The challenges of auditing blockchain

 

Auditing a technology designed for privacy presents unique challenges.

 

Traditionally, auditors could rely on banks or other third parties to verify much of the information concerning their client’s assets. Yet, with blockchain, those intermediary third parties are eliminated. For auditors, blockchain presents a whole new set of challenges.


“You cannot just go and look at some other company’s records to see that cryptocurrencies or other digital assets exist,” says Markus Veith, partner-in-charge of Grant Thornton’s Northeast financial institutions practice and an SEC, IFRS and blockchain technology specialist.  “You cannot really confirm them with the owner. So we’ve had to come up with a methodology through which we could get comfortable with the existence and ownership of these digital assets.”

From verifying assets to establishing appropriate internal controls to ensuring security, blockchain presents a wealth of concerns that auditors need to address. Going forward, it may also present opportunities. “There’s some interesting discussion going on about enterprise financial systems and their ability to write financial transactions directly onto the blockchain and the implications that has for the audit of the future,” says Malcolm Silberman, a Grant Thornton innovation director focused on blockchain and artificial intelligence solutions.

Listen to this conversation with Markus Veith and Malcolm Silberman as they discuss blockchain and the audit.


* **Task directions**: The lines of the records that include "ahora" should all be copied.
(Data records Opens)
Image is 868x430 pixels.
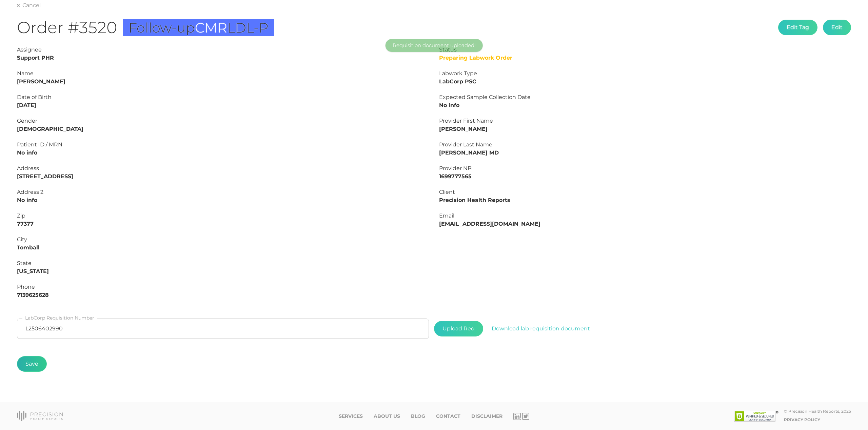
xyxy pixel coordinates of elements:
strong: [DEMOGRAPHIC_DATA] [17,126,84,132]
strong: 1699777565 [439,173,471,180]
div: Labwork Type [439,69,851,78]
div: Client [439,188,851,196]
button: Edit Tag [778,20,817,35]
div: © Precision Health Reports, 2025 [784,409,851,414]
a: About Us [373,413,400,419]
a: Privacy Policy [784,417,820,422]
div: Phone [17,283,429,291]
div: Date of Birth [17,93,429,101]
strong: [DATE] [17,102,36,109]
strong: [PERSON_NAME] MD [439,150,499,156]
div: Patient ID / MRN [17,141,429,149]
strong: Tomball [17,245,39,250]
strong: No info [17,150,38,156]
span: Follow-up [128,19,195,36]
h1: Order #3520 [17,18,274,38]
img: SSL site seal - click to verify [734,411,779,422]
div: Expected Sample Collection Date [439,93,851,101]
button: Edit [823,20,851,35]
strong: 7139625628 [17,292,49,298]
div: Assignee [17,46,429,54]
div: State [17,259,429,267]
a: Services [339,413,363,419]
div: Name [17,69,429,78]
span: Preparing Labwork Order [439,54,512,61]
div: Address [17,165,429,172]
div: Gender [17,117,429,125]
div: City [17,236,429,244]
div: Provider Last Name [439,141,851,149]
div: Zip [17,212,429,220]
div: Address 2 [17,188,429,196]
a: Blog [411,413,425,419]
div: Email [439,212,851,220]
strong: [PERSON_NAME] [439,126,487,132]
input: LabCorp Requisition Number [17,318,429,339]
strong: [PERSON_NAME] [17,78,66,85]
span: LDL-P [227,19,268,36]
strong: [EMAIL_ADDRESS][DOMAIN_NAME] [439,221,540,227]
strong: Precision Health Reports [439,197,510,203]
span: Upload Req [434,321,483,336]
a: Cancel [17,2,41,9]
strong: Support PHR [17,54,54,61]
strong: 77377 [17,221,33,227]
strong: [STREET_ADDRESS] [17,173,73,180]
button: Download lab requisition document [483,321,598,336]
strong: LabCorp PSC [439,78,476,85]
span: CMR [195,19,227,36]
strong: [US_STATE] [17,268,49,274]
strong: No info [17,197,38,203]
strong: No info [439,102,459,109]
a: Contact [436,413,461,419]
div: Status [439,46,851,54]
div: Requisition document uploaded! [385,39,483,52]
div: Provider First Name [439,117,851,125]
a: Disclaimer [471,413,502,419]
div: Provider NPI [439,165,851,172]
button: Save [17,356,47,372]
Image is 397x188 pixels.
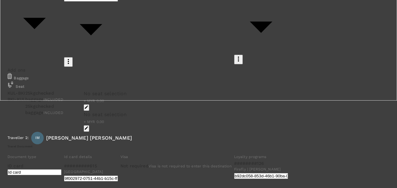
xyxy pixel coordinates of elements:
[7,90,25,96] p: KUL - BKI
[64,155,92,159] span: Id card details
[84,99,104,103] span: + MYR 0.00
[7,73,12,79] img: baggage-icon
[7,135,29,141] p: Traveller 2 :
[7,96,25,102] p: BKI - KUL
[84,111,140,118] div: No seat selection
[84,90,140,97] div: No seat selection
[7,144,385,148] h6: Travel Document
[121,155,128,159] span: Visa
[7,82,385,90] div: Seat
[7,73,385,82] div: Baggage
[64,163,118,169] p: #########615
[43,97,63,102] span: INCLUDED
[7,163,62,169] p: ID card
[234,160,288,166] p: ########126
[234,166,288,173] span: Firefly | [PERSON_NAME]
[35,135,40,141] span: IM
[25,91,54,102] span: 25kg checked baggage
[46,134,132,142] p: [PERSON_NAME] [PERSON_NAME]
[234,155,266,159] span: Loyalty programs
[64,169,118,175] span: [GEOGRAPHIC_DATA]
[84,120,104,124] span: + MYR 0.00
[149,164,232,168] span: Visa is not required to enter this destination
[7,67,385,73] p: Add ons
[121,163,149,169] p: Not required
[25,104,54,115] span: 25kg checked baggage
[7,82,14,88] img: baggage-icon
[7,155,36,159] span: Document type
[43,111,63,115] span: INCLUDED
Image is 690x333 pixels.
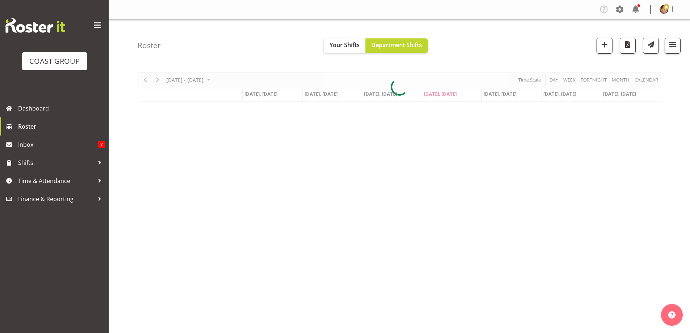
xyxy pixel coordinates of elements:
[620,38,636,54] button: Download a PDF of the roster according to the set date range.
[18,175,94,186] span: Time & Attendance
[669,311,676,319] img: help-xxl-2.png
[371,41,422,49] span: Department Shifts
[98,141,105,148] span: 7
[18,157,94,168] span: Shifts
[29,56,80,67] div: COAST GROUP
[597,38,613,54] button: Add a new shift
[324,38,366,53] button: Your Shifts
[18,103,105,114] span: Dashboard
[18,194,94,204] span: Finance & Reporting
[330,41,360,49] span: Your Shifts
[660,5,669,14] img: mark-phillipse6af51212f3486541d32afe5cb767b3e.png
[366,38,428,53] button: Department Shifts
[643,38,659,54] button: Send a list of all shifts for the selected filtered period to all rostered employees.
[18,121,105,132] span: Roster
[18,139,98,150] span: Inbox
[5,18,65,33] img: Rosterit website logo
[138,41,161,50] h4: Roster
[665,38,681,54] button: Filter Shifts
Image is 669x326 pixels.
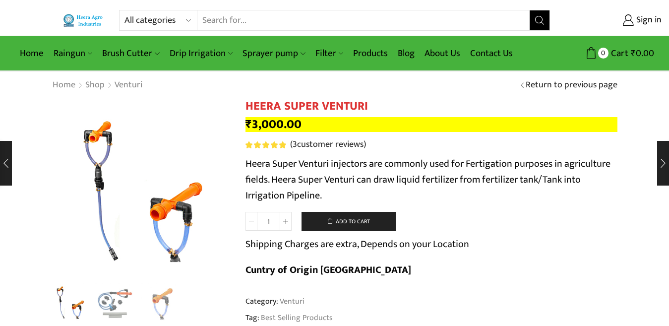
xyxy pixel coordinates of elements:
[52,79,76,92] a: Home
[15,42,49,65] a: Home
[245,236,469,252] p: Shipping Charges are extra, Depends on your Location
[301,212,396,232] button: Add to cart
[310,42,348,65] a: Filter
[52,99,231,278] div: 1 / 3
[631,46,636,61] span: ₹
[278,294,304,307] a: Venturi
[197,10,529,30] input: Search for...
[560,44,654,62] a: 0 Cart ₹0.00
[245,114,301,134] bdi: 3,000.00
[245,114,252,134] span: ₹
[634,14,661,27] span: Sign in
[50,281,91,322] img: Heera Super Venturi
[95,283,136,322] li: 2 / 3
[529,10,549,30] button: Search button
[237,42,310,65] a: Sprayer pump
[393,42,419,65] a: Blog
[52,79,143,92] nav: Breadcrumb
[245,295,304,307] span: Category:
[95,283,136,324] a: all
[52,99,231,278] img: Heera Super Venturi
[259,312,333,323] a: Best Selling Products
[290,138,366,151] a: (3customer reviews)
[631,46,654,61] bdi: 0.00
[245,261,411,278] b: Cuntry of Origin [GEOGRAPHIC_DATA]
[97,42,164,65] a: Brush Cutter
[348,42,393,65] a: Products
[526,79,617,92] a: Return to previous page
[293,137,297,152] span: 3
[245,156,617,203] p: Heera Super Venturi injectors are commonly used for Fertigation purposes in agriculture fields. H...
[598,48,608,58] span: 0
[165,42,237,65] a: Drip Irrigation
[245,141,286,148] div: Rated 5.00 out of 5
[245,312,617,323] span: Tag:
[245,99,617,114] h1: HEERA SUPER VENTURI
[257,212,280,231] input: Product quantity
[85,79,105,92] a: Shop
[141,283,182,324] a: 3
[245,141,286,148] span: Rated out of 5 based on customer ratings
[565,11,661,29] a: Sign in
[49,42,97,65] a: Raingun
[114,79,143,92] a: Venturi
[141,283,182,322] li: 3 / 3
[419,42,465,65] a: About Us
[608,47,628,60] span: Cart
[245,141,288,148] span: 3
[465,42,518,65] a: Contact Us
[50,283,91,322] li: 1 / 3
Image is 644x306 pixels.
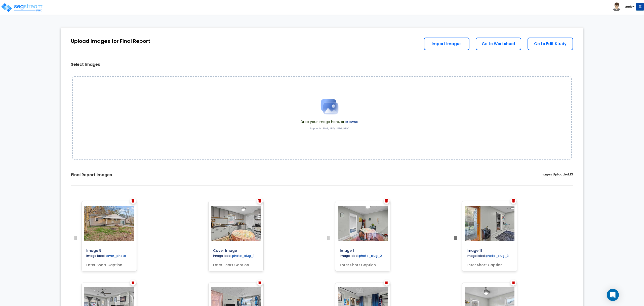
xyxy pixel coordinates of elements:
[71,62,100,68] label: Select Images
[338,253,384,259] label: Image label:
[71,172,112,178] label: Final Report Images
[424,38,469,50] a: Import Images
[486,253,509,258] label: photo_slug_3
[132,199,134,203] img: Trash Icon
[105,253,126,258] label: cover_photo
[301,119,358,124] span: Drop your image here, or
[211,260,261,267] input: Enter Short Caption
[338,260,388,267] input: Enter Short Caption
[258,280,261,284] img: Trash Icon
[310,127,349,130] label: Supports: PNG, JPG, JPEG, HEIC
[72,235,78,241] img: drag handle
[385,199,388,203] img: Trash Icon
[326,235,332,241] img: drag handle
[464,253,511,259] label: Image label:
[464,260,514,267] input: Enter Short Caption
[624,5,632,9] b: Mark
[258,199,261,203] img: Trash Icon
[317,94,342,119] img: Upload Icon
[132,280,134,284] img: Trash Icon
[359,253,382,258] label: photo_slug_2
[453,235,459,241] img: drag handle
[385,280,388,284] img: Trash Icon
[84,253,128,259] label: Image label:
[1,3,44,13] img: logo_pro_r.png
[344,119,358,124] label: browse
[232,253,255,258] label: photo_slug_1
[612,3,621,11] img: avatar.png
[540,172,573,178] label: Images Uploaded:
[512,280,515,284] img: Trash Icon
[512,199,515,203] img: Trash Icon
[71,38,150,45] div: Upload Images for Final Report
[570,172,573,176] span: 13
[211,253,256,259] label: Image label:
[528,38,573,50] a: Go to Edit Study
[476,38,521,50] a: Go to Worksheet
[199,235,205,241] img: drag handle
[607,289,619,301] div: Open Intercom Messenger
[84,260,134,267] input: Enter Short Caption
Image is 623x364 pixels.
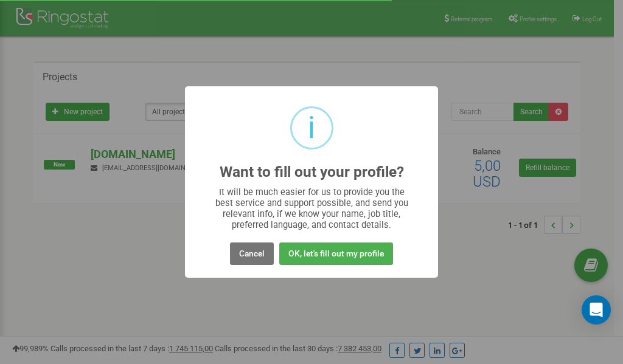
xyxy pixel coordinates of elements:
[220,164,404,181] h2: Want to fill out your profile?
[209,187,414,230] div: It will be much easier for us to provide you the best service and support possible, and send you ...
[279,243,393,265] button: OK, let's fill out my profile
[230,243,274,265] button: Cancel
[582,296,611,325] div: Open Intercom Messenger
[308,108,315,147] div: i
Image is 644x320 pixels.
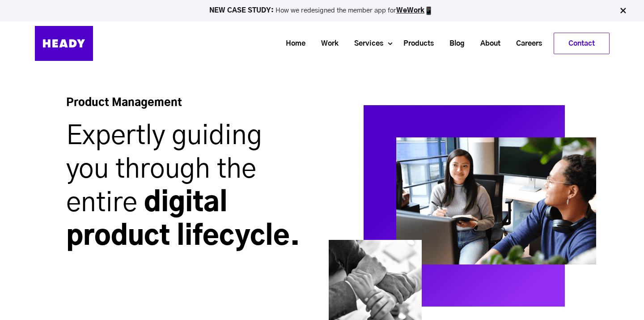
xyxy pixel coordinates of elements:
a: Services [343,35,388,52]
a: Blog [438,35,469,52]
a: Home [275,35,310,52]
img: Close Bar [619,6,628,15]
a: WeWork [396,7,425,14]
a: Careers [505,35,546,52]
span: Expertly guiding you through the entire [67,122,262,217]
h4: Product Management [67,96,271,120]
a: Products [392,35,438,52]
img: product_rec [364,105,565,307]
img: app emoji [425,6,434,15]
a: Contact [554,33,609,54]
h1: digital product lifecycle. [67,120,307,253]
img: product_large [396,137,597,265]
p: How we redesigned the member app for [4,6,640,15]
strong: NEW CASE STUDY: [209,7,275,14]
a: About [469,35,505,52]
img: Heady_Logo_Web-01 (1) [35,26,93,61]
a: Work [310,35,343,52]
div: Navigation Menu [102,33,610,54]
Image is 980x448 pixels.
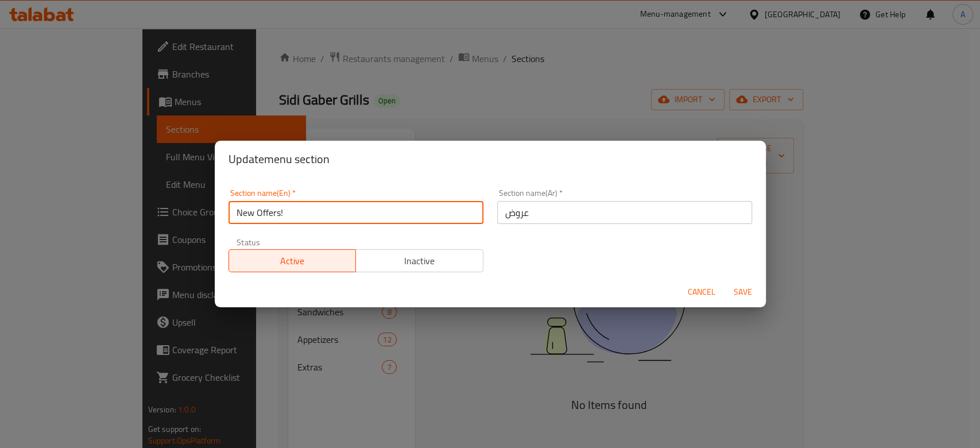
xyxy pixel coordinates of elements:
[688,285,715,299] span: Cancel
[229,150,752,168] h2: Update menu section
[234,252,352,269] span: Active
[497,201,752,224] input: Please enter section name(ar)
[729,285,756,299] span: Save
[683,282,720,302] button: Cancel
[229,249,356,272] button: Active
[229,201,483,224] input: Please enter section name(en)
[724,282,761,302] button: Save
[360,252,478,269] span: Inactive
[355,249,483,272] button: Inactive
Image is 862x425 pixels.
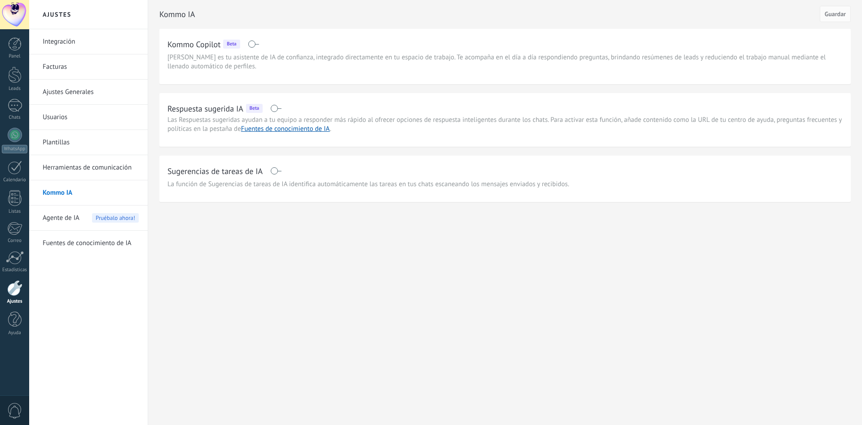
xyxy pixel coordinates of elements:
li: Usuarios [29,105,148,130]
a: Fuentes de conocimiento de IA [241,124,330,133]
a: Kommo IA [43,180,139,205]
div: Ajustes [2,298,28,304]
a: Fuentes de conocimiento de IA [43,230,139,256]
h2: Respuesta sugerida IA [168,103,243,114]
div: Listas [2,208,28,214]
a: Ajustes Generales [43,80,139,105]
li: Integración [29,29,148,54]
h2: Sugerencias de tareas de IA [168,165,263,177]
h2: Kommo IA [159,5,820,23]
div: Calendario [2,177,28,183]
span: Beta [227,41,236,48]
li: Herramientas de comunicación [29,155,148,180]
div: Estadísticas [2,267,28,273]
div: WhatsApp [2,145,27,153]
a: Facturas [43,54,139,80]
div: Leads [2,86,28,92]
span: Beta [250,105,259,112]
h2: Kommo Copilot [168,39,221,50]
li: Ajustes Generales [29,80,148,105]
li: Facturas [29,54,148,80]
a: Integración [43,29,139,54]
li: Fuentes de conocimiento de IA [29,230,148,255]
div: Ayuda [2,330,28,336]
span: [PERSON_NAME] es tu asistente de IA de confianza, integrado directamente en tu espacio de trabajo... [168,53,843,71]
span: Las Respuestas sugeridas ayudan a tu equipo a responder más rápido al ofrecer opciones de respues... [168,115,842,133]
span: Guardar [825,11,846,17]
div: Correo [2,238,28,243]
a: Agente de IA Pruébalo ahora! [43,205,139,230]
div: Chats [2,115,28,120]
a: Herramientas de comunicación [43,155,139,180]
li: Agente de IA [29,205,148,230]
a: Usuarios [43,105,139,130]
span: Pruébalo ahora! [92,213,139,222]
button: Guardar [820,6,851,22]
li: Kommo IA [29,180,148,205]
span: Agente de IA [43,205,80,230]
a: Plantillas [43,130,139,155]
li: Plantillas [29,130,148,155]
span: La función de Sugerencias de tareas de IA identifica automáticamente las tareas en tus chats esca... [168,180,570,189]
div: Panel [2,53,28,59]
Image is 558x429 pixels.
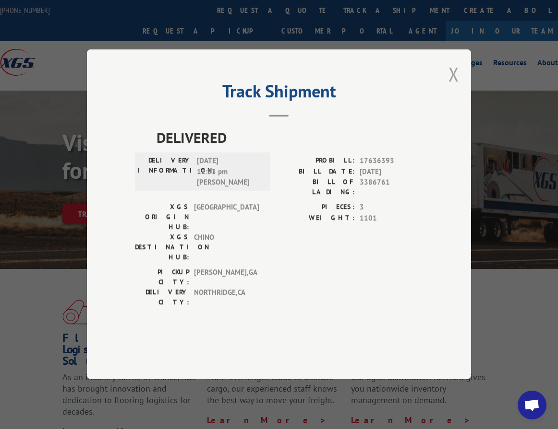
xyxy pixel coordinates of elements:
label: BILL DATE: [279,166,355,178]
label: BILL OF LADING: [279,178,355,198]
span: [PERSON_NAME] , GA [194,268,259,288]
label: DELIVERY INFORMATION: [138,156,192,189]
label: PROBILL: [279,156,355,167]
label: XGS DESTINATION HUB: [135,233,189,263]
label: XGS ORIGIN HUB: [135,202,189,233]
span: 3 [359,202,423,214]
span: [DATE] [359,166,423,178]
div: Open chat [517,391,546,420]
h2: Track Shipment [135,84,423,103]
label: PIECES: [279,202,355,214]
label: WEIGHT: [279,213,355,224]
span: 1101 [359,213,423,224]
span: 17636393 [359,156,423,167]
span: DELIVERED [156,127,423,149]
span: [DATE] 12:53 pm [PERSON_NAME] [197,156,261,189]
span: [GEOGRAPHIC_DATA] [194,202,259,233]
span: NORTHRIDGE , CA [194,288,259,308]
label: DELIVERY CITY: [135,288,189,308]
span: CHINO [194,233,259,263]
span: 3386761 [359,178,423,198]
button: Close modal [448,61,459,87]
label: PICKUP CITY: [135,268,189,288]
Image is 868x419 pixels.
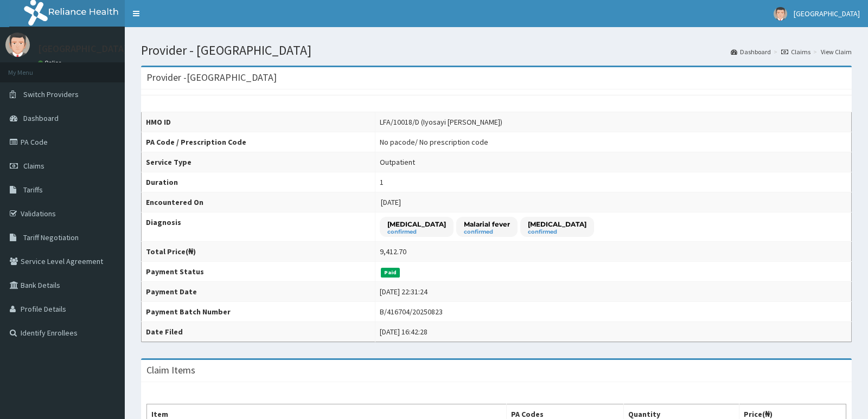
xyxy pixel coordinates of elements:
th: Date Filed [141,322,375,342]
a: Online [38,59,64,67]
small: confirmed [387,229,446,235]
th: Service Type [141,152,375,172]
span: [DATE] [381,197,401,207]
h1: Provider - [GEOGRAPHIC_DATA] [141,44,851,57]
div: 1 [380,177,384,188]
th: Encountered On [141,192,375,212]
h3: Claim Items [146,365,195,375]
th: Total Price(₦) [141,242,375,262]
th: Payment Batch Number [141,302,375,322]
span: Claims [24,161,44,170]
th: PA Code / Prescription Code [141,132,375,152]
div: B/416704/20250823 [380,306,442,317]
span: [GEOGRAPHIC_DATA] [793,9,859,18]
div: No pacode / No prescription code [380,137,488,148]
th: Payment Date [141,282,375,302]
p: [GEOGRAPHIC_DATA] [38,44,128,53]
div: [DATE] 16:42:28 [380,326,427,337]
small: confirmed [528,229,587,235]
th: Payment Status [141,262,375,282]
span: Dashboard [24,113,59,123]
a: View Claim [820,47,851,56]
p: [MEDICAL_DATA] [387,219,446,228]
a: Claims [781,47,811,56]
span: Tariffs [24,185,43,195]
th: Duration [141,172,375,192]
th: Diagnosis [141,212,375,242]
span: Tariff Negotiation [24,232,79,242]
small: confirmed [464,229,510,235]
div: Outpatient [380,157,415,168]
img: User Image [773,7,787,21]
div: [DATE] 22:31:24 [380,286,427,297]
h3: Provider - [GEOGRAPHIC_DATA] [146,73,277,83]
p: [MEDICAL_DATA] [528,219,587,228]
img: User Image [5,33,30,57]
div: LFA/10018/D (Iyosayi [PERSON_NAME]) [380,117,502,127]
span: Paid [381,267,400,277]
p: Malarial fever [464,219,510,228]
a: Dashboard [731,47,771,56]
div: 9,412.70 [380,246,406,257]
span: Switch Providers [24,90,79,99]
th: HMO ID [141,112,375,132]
(Data records Closes)
* **Response to the exercise**:
a: Agente de IA Pruébalo ahora! [43,205,139,230]
span: Pruébalo ahora! [92,213,139,222]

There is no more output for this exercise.